Shockwaves in Italy aside, P2's reach was not limited to the Boot. Argentineans reacted negatively to the scandal what with the "list" of members of the secret lodge including a number of figures of not just the recently-collapsed military junta but also right-wing Peronists active in the paramilitary groups (for instance, the infamous "Triple A") that had destabilized the country in infighting between the Peronist right and left in the 1970s [1] such as Jose Lopez Rega and Rodolfo Almiron, men who had sat at the right hand of Juan Peron and his wife and successor, Isabel, right at the end before the 1976 coup. This opened a number of uncomfortable questions for Argentina's President, Italo Luder, who had briefly been acting President of the country during Isabel Peron's administration for about a month in 1975. Almiron in particular was regarded as the Triple A death squad's most fearsome commandant and the organization was held responsible for murdering perhaps as many as 1,500 persons between 1973 and 1976; Rega and Almiron both were now in the wind, their whereabouts unknown. [2] What, exactly, did Luder know about their activities during the increasing violence that had eventually led to the Videla era in Argentina? The question of potentially trying former members of the junta, Videla in particular, was in the early 1980s a live one in Argentina, and whether Luder would pursue such a case suddenly intermixed with his potentially unsavory ties to Peron-era thugs and led more than a few Argentines to wonder if the collapse of the junta and transition to democracy the previous year really did mark an end to two decades of coups, Peronist restoration and state and paramilitary terror against them...
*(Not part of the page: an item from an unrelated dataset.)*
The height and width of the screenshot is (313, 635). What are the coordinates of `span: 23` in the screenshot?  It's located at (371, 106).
[1] Really remarkable how many countries - Italy, Argentina, Turkey, etc - had something approximating the Years of Lead in the 1970s
[2] All true, for what it's worth, and why I find a potential Luder Presidency interesting. Argentina, despite being... well, Argentina, was probably much better off with Alfonsin at the helm during the 1980s as a genuine fresh start from Peronism and the junta alike. (And yes, I did just watch "Argentina, 1985." Ricardo Darin is one of my favorite actors!)
 
I think everyone's overrating the chance things spiral out of control in Italy. P2 and the Spadolini government were OTL, so it's not exactly like all this tension is new. If anything, I think it would be more interesting if he avoided the cabinet struggle that ended his government after less than 2 years. It could be interesting to see a different post DC dominace party system in Italy.
 
I think everyone's overrating the chance things spiral out of control in Italy. P2 and the Spadolini government were OTL, so it's not exactly like all this tension is new. If anything, I think it would be more interesting if he avoided the cabinet struggle that ended his government after less than 2 years. It could be interesting to see a different post DC dominace party system in Italy.
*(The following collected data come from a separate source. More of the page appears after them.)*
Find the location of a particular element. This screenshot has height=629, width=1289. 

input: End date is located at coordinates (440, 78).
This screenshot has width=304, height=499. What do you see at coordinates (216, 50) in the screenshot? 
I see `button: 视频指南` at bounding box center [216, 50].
Yeah, the whole P2 thing is me just using an OTL event in the context of the TL (and to destabilize Luder in Arg a little). Italy is kind of a gaping black hole for me knowledge-wise so DMs are open if you have ideas on how I can perpetuate Spadolini a bit, I don’t really know the details on him or any of the other Italian PM musical chairs haha
 
Time for a PCI election win and military coup?
With Aldo Moro still being killed in 1978, it’s difficult to allow the PCI to come to power IMO. Especially considering the PSI and PRI oppose working with the PCI. The best post 1978 POD would most likely to have Giorgio Napolitano succeed Berlinguer and defeat a scandal ridden Andreotti (maybe the Mafia stuff comes out earlier?). Under Napolitano it would maybe be possible to get a PCI-PSI coalition though it would certainly cause an earlier split within the PCI as Napolitano turns the PCI to the center-left.